In a satirical essay, G. K. Chesterton observed that poets have been curiously silent on the subject of cheese. Not so the contributors to Wikipedia, where cheese is apparently one of the on-line encyclopaedia’s most reworked topics—along with Fidel Castro, deconstructivism and Israel. I recognise the controversial nature of the other entries, but why does cheese inspire such passion? Myself, I regard cheese as politically neutral, although there is that pre-gourmet association with parsimony and spinsterhood, captured so succinctly by Barbara Pym: ‘I went upstairs to my flat to eat a melancholy lunch. A dried-up scrap of cheese, a few lettuce leaves … A woman’s meal, I thought, with no suggestion of brandy afterwards.



Today, my last in Manaus, I hired a driver and went to the Adolpho Ducke Reserve and Botanic Gardens on the eastern outskirts of town.

‘Not long ago you saw only the forest from out here,’ said Amir, as he parked the car. ‘Now look! Skyscrapers and buildings.’

I couldn’t tell if Amir regretted this change or welcomed it, but not much more than twenty kilometres from the traffic snarls and Internet cafés of Centro, the road ran out. Literally. You’re in the middle of nowhere with forest in every direction. Amir turned off the engine, and a heavy press of silence descended. Was it only a few minutes ago that we passed gardens cut out of the bush? A makeshift church? Huts selling cachaça and cans of Coca-Cola, clothes drying on wire fences?

When the military took over in 1964, national security became a government priority, and the Transamazônica Highway was designed to link the Atlantic coast with the Peruvian border. A grandiose project in the Fitzcarraldo mould, the motorway remains unfinished. Of the 2,500 kilometres so far constructed, much of it is unpaved, making it not only impassable in the rainy season, but also prone to reinvasion by the forest.

Except for the road to Boa Vista, 450 kilometres to the north, Manaus has no sealed roads linking it to any other city.

‘Do you ever feel isolated?’ I asked Amir.

He was puzzled by the question.

I explained that I once spent several months in Perth on the edge of Western Australia. Often referred to as the most geographically isolated city in the world, I was aware of its remoteness, the desert breath of the Nullarbor on the back of my neck, the whole time I was there.

Amir shook his head. Manaus is different. ‘Because of the river.’

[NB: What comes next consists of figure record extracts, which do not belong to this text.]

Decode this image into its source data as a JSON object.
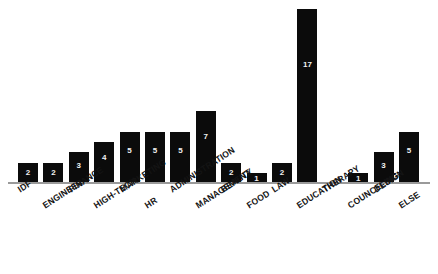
{
  "chart_data": {
    "type": "bar",
    "title": "",
    "subtitle": "",
    "xlabel": "",
    "ylabel": "",
    "grid": false,
    "legend": false,
    "axis": {
      "x_axis_visible": true,
      "y_axis_visible": false,
      "y_ticks_visible": false
    },
    "ylim": [
      0,
      17
    ],
    "value_labels_shown": true,
    "value_label_position": "inside-top",
    "bar_color": "#0b0b0b",
    "value_label_color": "#f2f2f2",
    "axis_color": "#9a9a9a",
    "background_color": "#ffffff",
    "categories": [
      "IDF",
      "ENGINEER",
      "FINANCE",
      "HIGH-TECH",
      "MARKETING",
      "HR",
      "ADMINISTRATION",
      "MANAGEMENT",
      "BEAUTY",
      "FOOD",
      "LAW",
      "EDUCATION",
      "THERAPY",
      "COUNCELING",
      "DESIGN",
      "ELSE"
    ],
    "values": [
      2,
      2,
      3,
      4,
      5,
      5,
      5,
      7,
      2,
      1,
      2,
      17,
      0,
      1,
      3,
      5
    ],
    "value_label_text": [
      "2",
      "2",
      "3",
      "4",
      "5",
      "5",
      "5",
      "7",
      "2",
      "1",
      "2",
      "17",
      "",
      "1",
      "3",
      "5"
    ]
  }
}
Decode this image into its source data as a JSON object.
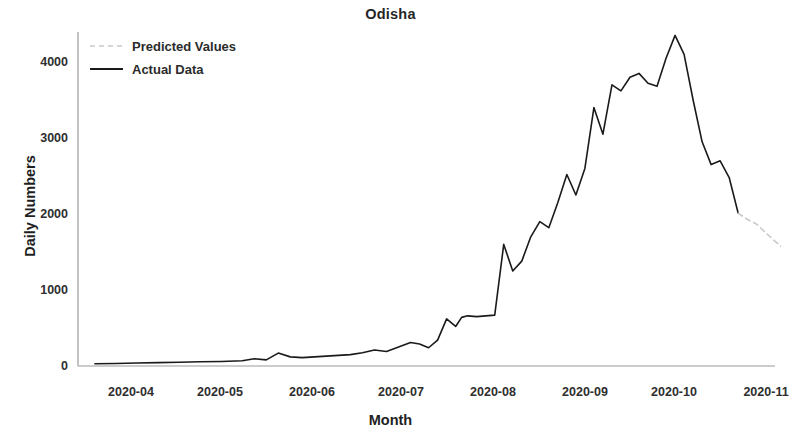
{
  "chart_data": {
    "type": "line",
    "title": "Odisha",
    "xlabel": "Month",
    "ylabel": "Daily Numbers",
    "grid": false,
    "legend_position": "upper left",
    "ylim": [
      -150,
      4500
    ],
    "yticks": [
      0,
      1000,
      2000,
      3000,
      4000
    ],
    "ytick_labels": [
      "0",
      "1000",
      "2000",
      "3000",
      "4000"
    ],
    "xticks": [
      "2020-04",
      "2020-05",
      "2020-06",
      "2020-07",
      "2020-08",
      "2020-09",
      "2020-10",
      "2020-11"
    ],
    "xlim": [
      "2020-03-15",
      "2020-11-10"
    ],
    "series": [
      {
        "name": "Actual Data",
        "style": "solid",
        "color": "#1a1a1a",
        "x": [
          "2020-03-20",
          "2020-03-27",
          "2020-04-03",
          "2020-04-10",
          "2020-04-17",
          "2020-04-24",
          "2020-05-01",
          "2020-05-08",
          "2020-05-12",
          "2020-05-16",
          "2020-05-20",
          "2020-05-24",
          "2020-05-28",
          "2020-06-01",
          "2020-06-05",
          "2020-06-09",
          "2020-06-13",
          "2020-06-17",
          "2020-06-21",
          "2020-06-25",
          "2020-06-29",
          "2020-07-03",
          "2020-07-06",
          "2020-07-09",
          "2020-07-12",
          "2020-07-15",
          "2020-07-18",
          "2020-07-20",
          "2020-07-22",
          "2020-07-25",
          "2020-07-28",
          "2020-07-31",
          "2020-08-03",
          "2020-08-06",
          "2020-08-09",
          "2020-08-12",
          "2020-08-15",
          "2020-08-18",
          "2020-08-21",
          "2020-08-24",
          "2020-08-27",
          "2020-08-30",
          "2020-09-02",
          "2020-09-05",
          "2020-09-08",
          "2020-09-11",
          "2020-09-14",
          "2020-09-17",
          "2020-09-20",
          "2020-09-23",
          "2020-09-26",
          "2020-09-29",
          "2020-10-02",
          "2020-10-05",
          "2020-10-08",
          "2020-10-11",
          "2020-10-14",
          "2020-10-17",
          "2020-10-20"
        ],
        "values": [
          30,
          32,
          40,
          45,
          50,
          55,
          60,
          70,
          95,
          80,
          170,
          120,
          110,
          120,
          130,
          140,
          150,
          175,
          210,
          190,
          250,
          310,
          290,
          240,
          340,
          620,
          520,
          640,
          660,
          650,
          660,
          670,
          1600,
          1250,
          1380,
          1700,
          1900,
          1820,
          2150,
          2520,
          2250,
          2600,
          3400,
          3050,
          3700,
          3620,
          3800,
          3850,
          3720,
          3680,
          4050,
          4350,
          4100,
          3500,
          2950,
          2650,
          2700,
          2480,
          2010
        ]
      },
      {
        "name": "Predicted Values",
        "style": "dashed",
        "color": "#c9c9c9",
        "x": [
          "2020-10-20",
          "2020-10-23",
          "2020-10-26",
          "2020-10-29",
          "2020-11-01",
          "2020-11-04"
        ],
        "values": [
          2010,
          1930,
          1870,
          1760,
          1650,
          1550
        ]
      }
    ]
  },
  "legend": {
    "items": [
      {
        "label": "Predicted Values",
        "style": "dashed",
        "color": "#c9c9c9"
      },
      {
        "label": "Actual Data",
        "style": "solid",
        "color": "#1a1a1a"
      }
    ]
  },
  "axis": {
    "ytick_0": "0",
    "ytick_1": "1000",
    "ytick_2": "2000",
    "ytick_3": "3000",
    "ytick_4": "4000",
    "xtick_0": "2020-04",
    "xtick_1": "2020-05",
    "xtick_2": "2020-06",
    "xtick_3": "2020-07",
    "xtick_4": "2020-08",
    "xtick_5": "2020-09",
    "xtick_6": "2020-10",
    "xtick_7": "2020-11"
  }
}
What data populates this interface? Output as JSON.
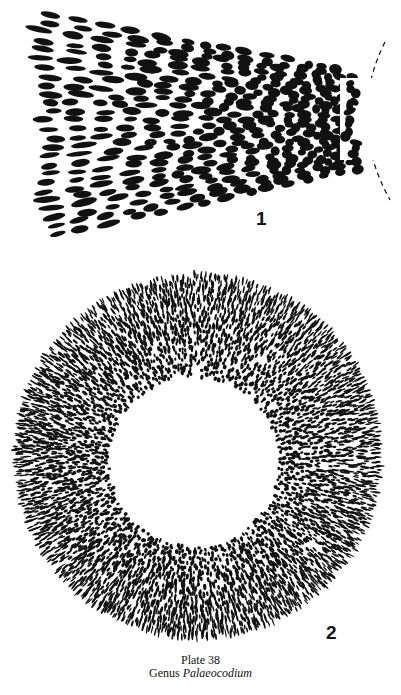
{
  "plate": {
    "title": "Plate 38",
    "genus_prefix": "Genus",
    "genus_name": "Palaeocodium"
  },
  "figures": [
    {
      "label": "1",
      "description": "Wedge-shaped longitudinal section with elongate dark filament cross-sections converging toward a dashed-outline apex at right",
      "geometry": {
        "top_left": [
          38,
          8
        ],
        "bottom_left": [
          45,
          242
        ],
        "apex_top": [
          362,
          72
        ],
        "apex_bottom": [
          368,
          168
        ],
        "dashed_arc": {
          "x_top": 385,
          "y_top": 42,
          "x_mid": 366,
          "y_mid": 120,
          "x_bottom": 390,
          "y_bottom": 200
        }
      }
    },
    {
      "label": "2",
      "description": "Circular transverse section: annulus of radially elongated dark filament cross-sections surrounding an empty central cavity",
      "geometry": {
        "center": [
          198,
          456
        ],
        "outer_rx": 185,
        "outer_ry": 184,
        "inner_center": [
          194,
          462
        ],
        "inner_r": 82
      }
    }
  ],
  "colors": {
    "ink": "#111111",
    "paper": "#ffffff"
  }
}
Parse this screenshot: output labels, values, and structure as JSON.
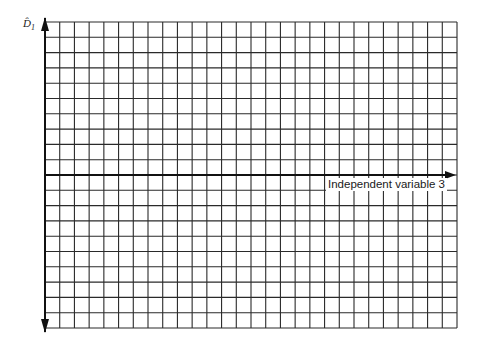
{
  "chart_data": {
    "type": "line",
    "title": "",
    "xlabel": "Independent variable 3",
    "ylabel": "D̂",
    "ylabel_subscript": "1",
    "series": [],
    "grid": true,
    "grid_columns": 28,
    "grid_rows": 20,
    "x_axis_row_from_top": 10,
    "axis_arrows": [
      "y-up",
      "y-down",
      "x-right"
    ],
    "tick_labels": {
      "x": [],
      "y": []
    },
    "note": "Blank graph-paper grid with axes; no data plotted"
  },
  "colors": {
    "grid": "#2a2a2a",
    "axis": "#111111",
    "background": "#ffffff"
  }
}
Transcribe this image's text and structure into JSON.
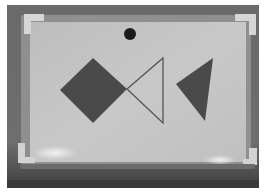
{
  "photo": {
    "description": "Grayscale photo of a small whiteboard with geometric shapes forming a fish-like arrangement",
    "colors": {
      "page_border": "#ffffff",
      "background_dark": "#585858",
      "frame": "#8f8f8f",
      "board_surface": "#c4c4c4",
      "corner_caps": "#d6d6d6",
      "shape_fill": "#4a4a4a",
      "outline_stroke": "#555555",
      "dot": "#1c1c1c",
      "glare": "#eeeeee"
    }
  },
  "shapes": {
    "dot": {
      "cx": 130,
      "cy": 34,
      "r": 6
    },
    "diamond": {
      "points": "93,58 127,89 93,123 60,90"
    },
    "outline_triangle": {
      "points": "127,89 163,58 163,123"
    },
    "filled_triangle": {
      "points": "213,58 205,121 176,84"
    }
  }
}
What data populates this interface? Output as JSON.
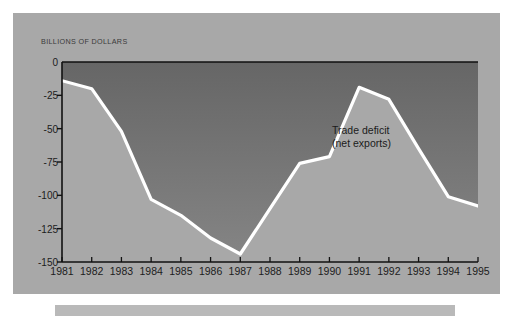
{
  "figure": {
    "panel_bg": "#a8a8a8",
    "plot_fill_top": "#6d6d6d",
    "plot_fill_bottom": "#7d7d7d",
    "below_line_fill": "#a8a8a8",
    "line_color": "#ffffff",
    "axis_color": "#111111",
    "caption_bar_color": "#b9b9b9"
  },
  "axis_title": "BILLIONS OF DOLLARS",
  "annotation": {
    "line1": "Trade deficit",
    "line2": "(net exports)"
  },
  "chart_data": {
    "type": "area",
    "title": "",
    "subtitle": "",
    "xlabel": "",
    "ylabel": "BILLIONS OF DOLLARS",
    "categories": [
      "1981",
      "1982",
      "1983",
      "1984",
      "1985",
      "1986",
      "1987",
      "1988",
      "1989",
      "1990",
      "1991",
      "1992",
      "1993",
      "1994",
      "1995"
    ],
    "x": [
      1981,
      1982,
      1983,
      1984,
      1985,
      1986,
      1987,
      1988,
      1989,
      1990,
      1991,
      1992,
      1993,
      1994,
      1995
    ],
    "values": [
      -14,
      -20,
      -52,
      -103,
      -115,
      -132,
      -144,
      -110,
      -76,
      -71,
      -19,
      -28,
      -65,
      -101,
      -108
    ],
    "series": [
      {
        "name": "Trade deficit (net exports)",
        "values": [
          -14,
          -20,
          -52,
          -103,
          -115,
          -132,
          -144,
          -110,
          -76,
          -71,
          -19,
          -28,
          -65,
          -101,
          -108
        ]
      }
    ],
    "ylim": [
      -150,
      0
    ],
    "xlim": [
      1981,
      1995
    ],
    "ytick_labels": [
      "0",
      "-25",
      "-50",
      "-75",
      "-100",
      "-125",
      "-150"
    ],
    "ytick_values": [
      0,
      -25,
      -50,
      -75,
      -100,
      -125,
      -150
    ],
    "xtick_labels": [
      "1981",
      "1982",
      "1983",
      "1984",
      "1985",
      "1986",
      "1987",
      "1988",
      "1989",
      "1990",
      "1991",
      "1992",
      "1993",
      "1994",
      "1995"
    ],
    "grid": false,
    "legend": "none",
    "annotations": [
      "Trade deficit",
      "(net exports)"
    ]
  }
}
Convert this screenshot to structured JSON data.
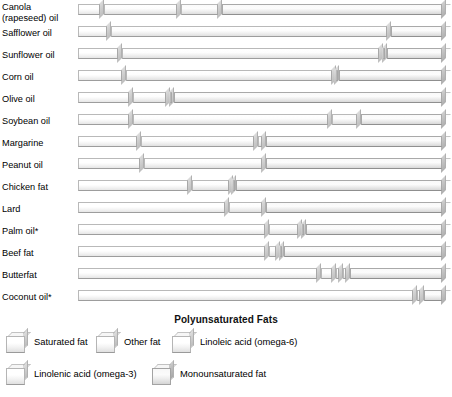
{
  "poly_title": "Polyunsaturated Fats",
  "legend": {
    "rows": [
      [
        {
          "label": "Saturated fat",
          "key": "sat",
          "x": 6
        },
        {
          "label": "Other fat",
          "key": "other",
          "x": 96
        },
        {
          "label": "Linoleic acid (omega-6)",
          "key": "lin6",
          "x": 172
        }
      ],
      [
        {
          "label": "Linolenic acid (omega-3)",
          "key": "lin3",
          "x": 6
        },
        {
          "label": "Monounsaturated fat",
          "key": "mono",
          "x": 152
        }
      ]
    ]
  },
  "chart_data": {
    "type": "bar",
    "subtitle": "",
    "xlabel": "",
    "ylabel": "",
    "orientation": "horizontal",
    "stacked": true,
    "normalized": true,
    "xlim": [
      0,
      100
    ],
    "grid": false,
    "legend_position": "bottom",
    "annotations": [
      "Polyunsaturated Fats",
      "* Palm oil and coconut oil are tropical oils"
    ],
    "series_order": [
      "Saturated fat",
      "Other fat",
      "Linoleic acid (omega-6)",
      "Linolenic acid (omega-3)",
      "Monounsaturated fat"
    ],
    "series": [
      {
        "name": "Saturated fat",
        "key": "sat",
        "values": [
          7,
          9,
          12,
          13,
          15,
          15,
          17,
          18,
          31,
          41,
          52,
          52,
          66,
          92
        ]
      },
      {
        "name": "Other fat",
        "key": "other",
        "values": [
          0,
          0,
          0,
          0,
          0,
          0,
          0,
          0,
          0,
          0,
          0,
          0,
          4,
          0
        ]
      },
      {
        "name": "Linoleic acid (omega-6)",
        "key": "lin6",
        "values": [
          21,
          76,
          71,
          57,
          10,
          54,
          32,
          33,
          11,
          10,
          9,
          3,
          2,
          2
        ]
      },
      {
        "name": "Linolenic acid (omega-3)",
        "key": "lin3",
        "values": [
          11,
          0,
          1,
          1,
          1,
          8,
          2,
          0,
          1,
          0,
          1,
          1,
          2,
          0
        ]
      },
      {
        "name": "Monounsaturated fat",
        "key": "mono",
        "values": [
          61,
          15,
          16,
          29,
          74,
          23,
          49,
          49,
          57,
          49,
          38,
          44,
          26,
          6
        ]
      }
    ],
    "categories": [
      "Canola\n(rapeseed) oil",
      "Safflower oil",
      "Sunflower oil",
      "Corn oil",
      "Olive oil",
      "Soybean oil",
      "Margarine",
      "Peanut oil",
      "Chicken fat",
      "Lard",
      "Palm oil*",
      "Beef fat",
      "Butterfat",
      "Coconut oil*"
    ]
  }
}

As we were leaving the Reserve, I spotted a kid in a Star Trek T-shirt kicking a football back and forth across a dirt track pockmarked with puddles. This was indeed the final frontier, and at least by road, there was nowhere else to go—boldly or otherwise.


‘May I have the bill, please?’

The head waiter darts over. Is everything is all right?

The food was fine, the service prompt, the wine—well, there’s only so much ‘blush’ or rosé a girl can take, despite new packaging and ad campaigns aimed at encouraging us to ‘Drink Pink’. When I was a student we drank Mateus Rosé because it was cheap. Perhaps for today’s twenty-somethings, it is their way of rebelling against their parents’ tastes?

Outside the restaurant, the street crackles with anticipation, diesel fumes and barbecuing fish; crowds throng open-air bars pumping out competing rhythms, and impeccably dressed couples saunter along, seemingly impervious to the evening drizzle. I feel scruffy and unironed again, but I am starting to understand something about those rubber barons and their laundry.



When I get back to the hotel, I grab a big, golf umbrella and sit for a while on the wall behind the car park. The Amazon on that last rainy night offers no horizon, rolling unbroken into a wet, inky infinity. Sky and river in unison. Miles out, I can see the silhouettes of tiny boats as they bob among the churning water, like dragons on a medieval map.

‘Quando ele volta?’

Suddenly, behind me, a loud voice. A businessman paces up and down, shouting into his mobile. A snake slithers between two vehicles and into the garden. The man’s foot misses it by inches, but he’s too engrossed in his phone conversation to notice. Or too blasé. To be familiar with a place is, after all, to be blind to the strangeness it presents to outsiders.